Spoiler Alert: These essays are ideally to be read after viewing the respective films.

Sunday, September 23, 2018

De-Lovely

Cole Porter (1891-1964), an American composer and songwriter, is the centerpiece of the film, De-Lovely (2004). The film begins when he meets Linda, who would become his wife. Their relationship is at the center of the story, as well as Porter’s love songs sung throughout the film. Although the complicated nature of the relationship takes center stage, the film can be viewed as a moving snapshot of the first half of the twentieth century, when film made inroads that would dwarf the stage.


The message is clear: quality (e.g. clever humor) was be sacrificed, or “dumbed down,” to be attractive to the much larger movie-market. In other words, entertainment would have to become virtual eye-candy to be attractive to the ordinary American. In the film, Porter’s “Be a Clown” is meant as a swipe at J.B. Meyer even as the eye-candy visuals were deployed to tickle his ribs so he would be oblivious to the insult being leveled at his industry, and thus himself.
Linda Porter is more direct at the film’s party at the set, likening Hollywood to being deep down in an ocean—suggestive of the bisexual activities of Cole having found ready outlets in L.A.—rather than being in warm and sunny southern California. No opening after-party on Broadway would take place literally on a stage. How low class that would be!
Lastly, after watching a private screening of Night and Day (1946), in which Cary Grant is implausibly cast to play Cole Porter, neither Cole nor Linda is impressed. Looking at the attempt to capture Cole’s life in film, the couple could be concluding, moreover, that the ascendancy of film would result in a new decadence—a new low—in American entertainment.
Had they been around, the Porters would have stayed home rather than see the slew of disaster sans narrative films, such as Earthquake (1974), The Day After Tomorrow (2004), and San Andreas (2015).  An interesting question is how Cole Porter viewed the decline in the number of Hollywood musicals beginning in the 1950s as the studio system started to come apart. He likely did not appreciate the dollar argument wherein what is produced should be what will maximize revenue, even if Porter benefitted financially from higher ticket sales of his films. It seems to me that the film medium is not to blame, for the film, Amadeus (1984), shows the existence of low theatre in the eighteenth century, before cinema would come into being.
Both theatre and film can go to the most base in terms of humor and narrative to titillate certain market-segments, while producing truly astonishing quality. Hence, films like Dumb and Dumber (1994) have not been made with an eye to getting an Academy Award, whereas films like The Iron Lady (2011) and Lincoln (2012) likely were. Astonishingly, actors like Meryl Streep can play in both camps, such as in starring in films like The Iron Lady and The Devil Wears Prada (2006) and yet also films like Mamma Mia! (2008) and Mamma Mia! Here We Go Again (2018). I am not saying that the latter films cannot or should not be taken to be entertaining; rather, I am pointing to the sheer distance between such films and those that receive best picture and acting nominations at the Academy of Motion Pictures. The existence of films such as Dumb and Dumber does not negate the high art of the films that are nominated (and win) Academy awards.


- _ASSIGNED TASK_
Look for the word "possible" in the material below, then report each line where it occurs.

- _RECORDS FOR THE EXERCISE_
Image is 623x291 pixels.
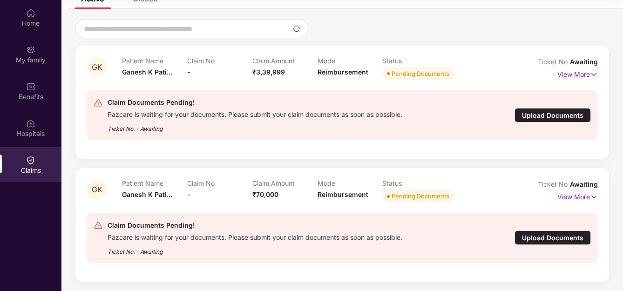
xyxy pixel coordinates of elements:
[252,190,278,198] span: ₹70,000
[26,45,35,54] img: svg+xml;base64,PHN2ZyB3aWR0aD0iMjAiIGhlaWdodD0iMjAiIHZpZXdCb3g9IjAgMCAyMCAyMCIgZmlsbD0ibm9uZSIgeG...
[122,190,172,198] span: Ganesh K Pati...
[252,57,318,65] p: Claim Amount
[590,192,598,202] img: svg+xml;base64,PHN2ZyB4bWxucz0iaHR0cDovL3d3dy53My5vcmcvMjAwMC9zdmciIHdpZHRoPSIxNyIgaGVpZ2h0PSIxNy...
[293,25,300,33] img: svg+xml;base64,PHN2ZyBpZD0iU2VhcmNoLTMyeDMyIiB4bWxucz0iaHR0cDovL3d3dy53My5vcmcvMjAwMC9zdmciIHdpZH...
[392,69,449,78] div: Pending Documents
[108,231,402,242] div: Pazcare is waiting for your documents. Please submit your claim documents as soon as possible.
[252,68,285,76] span: ₹3,39,999
[92,63,102,71] span: GK
[94,98,103,108] img: svg+xml;base64,PHN2ZyB4bWxucz0iaHR0cDovL3d3dy53My5vcmcvMjAwMC9zdmciIHdpZHRoPSIyNCIgaGVpZ2h0PSIyNC...
[26,8,35,18] img: svg+xml;base64,PHN2ZyBpZD0iSG9tZSIgeG1sbnM9Imh0dHA6Ly93d3cudzMub3JnLzIwMDAvc3ZnIiB3aWR0aD0iMjAiIG...
[122,179,187,187] p: Patient Name
[108,108,402,119] div: Pazcare is waiting for your documents. Please submit your claim documents as soon as possible.
[515,230,591,245] div: Upload Documents
[557,67,598,80] p: View More
[538,180,570,188] span: Ticket No
[382,57,447,65] p: Status
[590,69,598,80] img: svg+xml;base64,PHN2ZyB4bWxucz0iaHR0cDovL3d3dy53My5vcmcvMjAwMC9zdmciIHdpZHRoPSIxNyIgaGVpZ2h0PSIxNy...
[318,179,383,187] p: Mode
[26,82,35,91] img: svg+xml;base64,PHN2ZyBpZD0iQmVuZWZpdHMiIHhtbG5zPSJodHRwOi8vd3d3LnczLm9yZy8yMDAwL3N2ZyIgd2lkdGg9Ij...
[26,119,35,128] img: svg+xml;base64,PHN2ZyBpZD0iSG9zcGl0YWxzIiB4bWxucz0iaHR0cDovL3d3dy53My5vcmcvMjAwMC9zdmciIHdpZHRoPS...
[122,57,187,65] p: Patient Name
[187,68,190,76] span: -
[187,57,252,65] p: Claim No
[26,156,35,165] img: svg+xml;base64,PHN2ZyBpZD0iQ2xhaW0iIHhtbG5zPSJodHRwOi8vd3d3LnczLm9yZy8yMDAwL3N2ZyIgd2lkdGg9IjIwIi...
[108,97,402,108] div: Claim Documents Pending!
[318,68,368,76] span: Reimbursement
[570,180,598,188] span: Awaiting
[108,242,402,256] div: Ticket No. - Awaiting
[557,190,598,202] p: View More
[94,221,103,230] img: svg+xml;base64,PHN2ZyB4bWxucz0iaHR0cDovL3d3dy53My5vcmcvMjAwMC9zdmciIHdpZHRoPSIyNCIgaGVpZ2h0PSIyNC...
[108,119,402,133] div: Ticket No. - Awaiting
[570,58,598,66] span: Awaiting
[382,179,447,187] p: Status
[318,57,383,65] p: Mode
[92,186,102,194] span: GK
[252,179,318,187] p: Claim Amount
[538,58,570,66] span: Ticket No
[318,190,368,198] span: Reimbursement
[187,179,252,187] p: Claim No
[108,220,402,231] div: Claim Documents Pending!
[515,108,591,122] div: Upload Documents
[392,191,449,201] div: Pending Documents
[122,68,172,76] span: Ganesh K Pati...
[187,190,190,198] span: -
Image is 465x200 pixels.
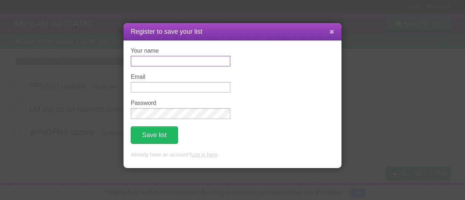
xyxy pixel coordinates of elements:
label: Your name [131,48,230,54]
a: Log in here [191,152,217,158]
h1: Register to save your list [131,27,334,37]
p: Already have an account? . [131,151,334,159]
button: Save list [131,126,178,144]
label: Email [131,74,230,80]
label: Password [131,100,230,106]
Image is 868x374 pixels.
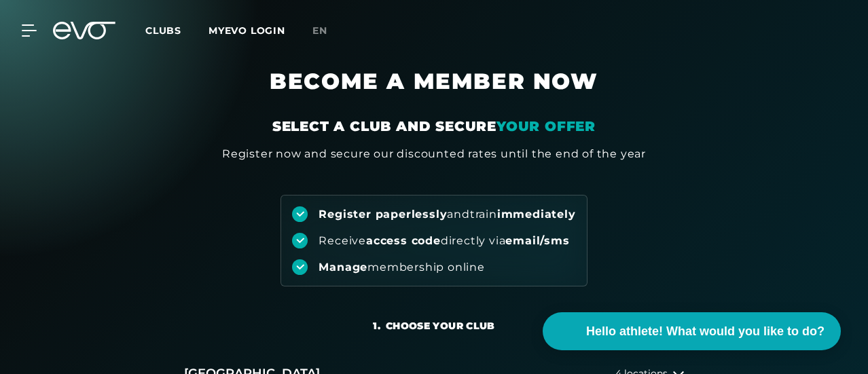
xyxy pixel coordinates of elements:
[496,118,595,134] font: YOUR OFFER
[272,118,496,134] font: SELECT A CLUB AND SECURE
[319,260,367,274] font: Manage
[145,24,209,36] a: Clubs
[312,24,327,36] font: en
[505,234,569,247] font: email/sms
[209,24,285,36] a: MYEVO LOGIN
[373,319,380,332] font: 1.
[367,260,485,274] font: membership online
[470,207,497,220] font: train
[441,234,506,247] font: directly via
[447,207,469,220] font: and
[543,312,841,350] button: Hello athlete! What would you like to do?
[319,207,447,220] font: Register paperlessly
[386,319,495,332] font: Choose your club
[222,147,645,160] font: Register now and secure our discounted rates until the end of the year
[319,234,366,247] font: Receive
[497,207,576,220] font: immediately
[269,68,598,94] font: BECOME A MEMBER NOW
[586,325,824,338] font: Hello athlete! What would you like to do?
[145,24,182,36] font: Clubs
[312,23,344,39] a: en
[366,234,441,247] font: access code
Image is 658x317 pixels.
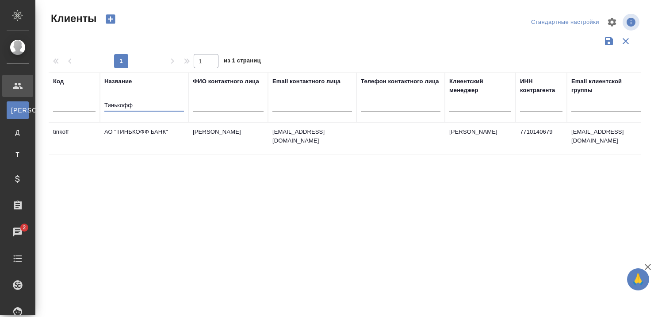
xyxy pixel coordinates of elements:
[567,123,646,154] td: [EMAIL_ADDRESS][DOMAIN_NAME]
[529,15,601,29] div: split button
[17,223,31,232] span: 2
[627,268,649,290] button: 🙏
[272,127,352,145] p: [EMAIL_ADDRESS][DOMAIN_NAME]
[11,106,24,115] span: [PERSON_NAME]
[623,14,641,31] span: Посмотреть информацию
[520,77,562,95] div: ИНН контрагента
[571,77,642,95] div: Email клиентской группы
[11,128,24,137] span: Д
[272,77,340,86] div: Email контактного лица
[7,145,29,163] a: Т
[617,33,634,50] button: Сбросить фильтры
[361,77,439,86] div: Телефон контактного лица
[193,77,259,86] div: ФИО контактного лица
[516,123,567,154] td: 7710140679
[2,221,33,243] a: 2
[49,123,100,154] td: tinkoff
[601,11,623,33] span: Настроить таблицу
[7,123,29,141] a: Д
[449,77,511,95] div: Клиентский менеджер
[53,77,64,86] div: Код
[104,77,132,86] div: Название
[188,123,268,154] td: [PERSON_NAME]
[631,270,646,288] span: 🙏
[224,55,261,68] span: из 1 страниц
[49,11,96,26] span: Клиенты
[601,33,617,50] button: Сохранить фильтры
[7,101,29,119] a: [PERSON_NAME]
[100,11,121,27] button: Создать
[100,123,188,154] td: АО "ТИНЬКОФФ БАНК"
[11,150,24,159] span: Т
[445,123,516,154] td: [PERSON_NAME]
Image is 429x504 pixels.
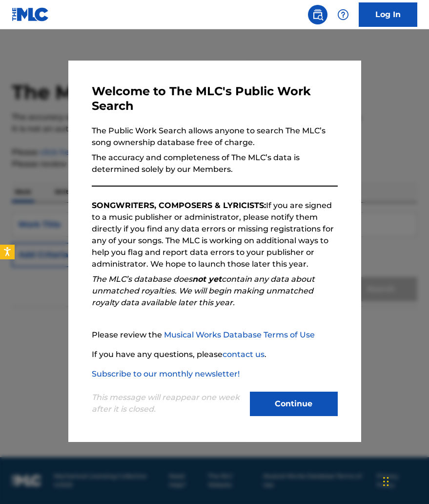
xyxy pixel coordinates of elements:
[92,349,338,361] p: If you have any questions, please .
[92,329,338,341] p: Please review the
[12,7,50,22] img: MLC Logo
[334,5,353,24] div: Help
[337,9,349,21] img: help
[308,5,327,24] a: Public Search
[192,274,222,284] strong: not yet
[92,152,338,175] p: The accuracy and completeness of The MLC’s data is determined solely by our Members.
[312,9,324,21] img: search
[92,125,338,149] p: The Public Work Search allows anyone to search The MLC’s song ownership database free of charge.
[381,457,429,504] iframe: Chat Widget
[92,200,338,270] p: If you are signed to a music publisher or administrator, please notify them directly if you find ...
[223,350,265,359] a: contact us
[92,392,244,415] p: This message will reappear one week after it is closed.
[92,201,266,210] strong: SONGWRITERS, COMPOSERS & LYRICISTS:
[92,84,338,113] h3: Welcome to The MLC's Public Work Search
[359,3,418,27] a: Log In
[92,274,315,307] em: The MLC’s database does contain any data about unmatched royalties. We will begin making unmatche...
[383,467,389,496] div: Drag
[250,392,338,416] button: Continue
[92,369,240,379] a: Subscribe to our monthly newsletter!
[164,330,315,339] a: Musical Works Database Terms of Use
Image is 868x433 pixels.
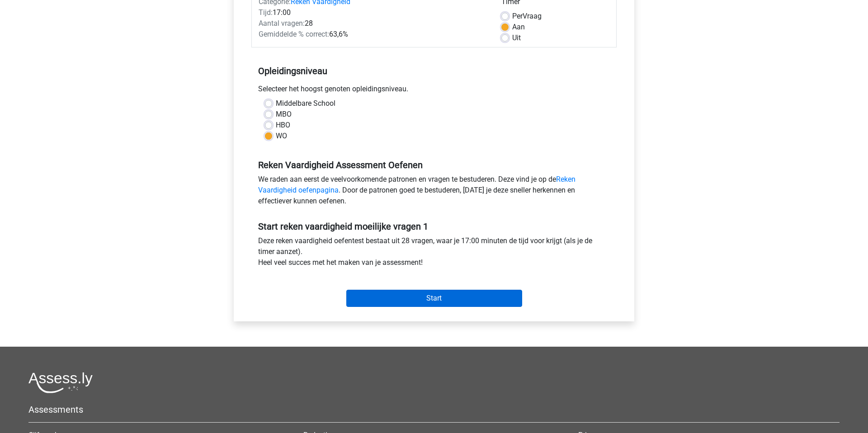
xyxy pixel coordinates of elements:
[347,290,522,307] input: Start
[276,120,290,131] label: HBO
[276,98,336,109] label: Middelbare School
[258,30,329,39] span: Gemiddelde % correct:
[258,159,610,170] h5: Reken Vaardigheid Assessment Oefenen
[252,18,494,29] div: 28
[28,404,839,415] h5: Assessments
[512,33,521,43] label: Uit
[258,221,610,232] h5: Start reken vaardigheid moeilijke vragen 1
[252,7,494,18] div: 17:00
[276,131,287,142] label: WO
[512,12,523,20] span: Per
[276,109,292,120] label: MBO
[258,19,304,28] span: Aantal vragen:
[258,8,273,17] span: Tijd:
[252,83,616,98] div: Selecteer het hoogst genoten opleidingsniveau.
[28,372,93,393] img: Assessly logo
[512,11,542,22] label: Vraag
[252,236,616,272] div: Deze reken vaardigheid oefentest bestaat uit 28 vragen, waar je 17:00 minuten de tijd voor krijgt...
[252,174,616,210] div: We raden aan eerst de veelvoorkomende patronen en vragen te bestuderen. Deze vind je op de . Door...
[512,22,525,33] label: Aan
[258,62,610,80] h5: Opleidingsniveau
[252,29,494,40] div: 63,6%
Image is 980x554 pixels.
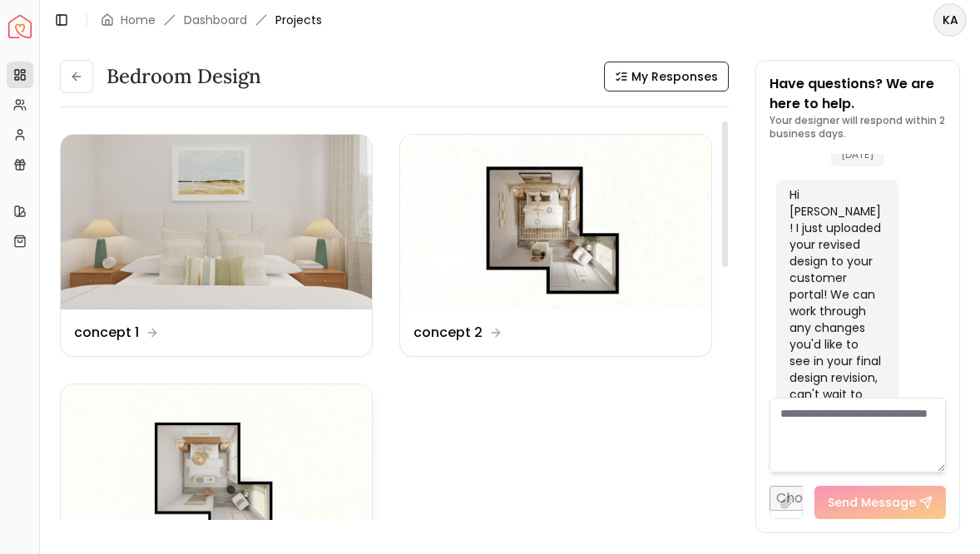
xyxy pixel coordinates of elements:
a: concept 1concept 1 [60,134,372,357]
img: concept 1 [61,134,372,309]
button: My Responses [604,62,728,92]
img: Spacejoy Logo [8,15,32,38]
span: KA [935,5,965,35]
a: Home [120,12,155,28]
a: concept 2concept 2 [399,134,712,357]
img: concept 2 [400,134,711,309]
p: Have questions? We are here to help. [769,74,946,114]
a: Spacejoy [8,15,32,38]
dd: concept 1 [74,322,139,342]
span: [DATE] [831,142,884,166]
h3: Bedroom design [106,64,261,90]
a: Dashboard [184,12,247,28]
div: Hi [PERSON_NAME]! I just uploaded your revised design to your customer portal! We can work throug... [789,186,882,436]
button: KA [933,3,966,37]
span: Projects [276,12,321,28]
span: My Responses [631,69,717,85]
nav: breadcrumb [100,12,321,28]
dd: concept 2 [413,322,483,342]
p: Your designer will respond within 2 business days. [769,114,946,140]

- _ANSWER SECTION_
[108,231,402,242] div: Pazcare is waiting for your documents. Please submit your claim documents as soon as possible.
[108,108,402,119] div: Pazcare is waiting for your documents. Please submit your claim documents as soon as possible.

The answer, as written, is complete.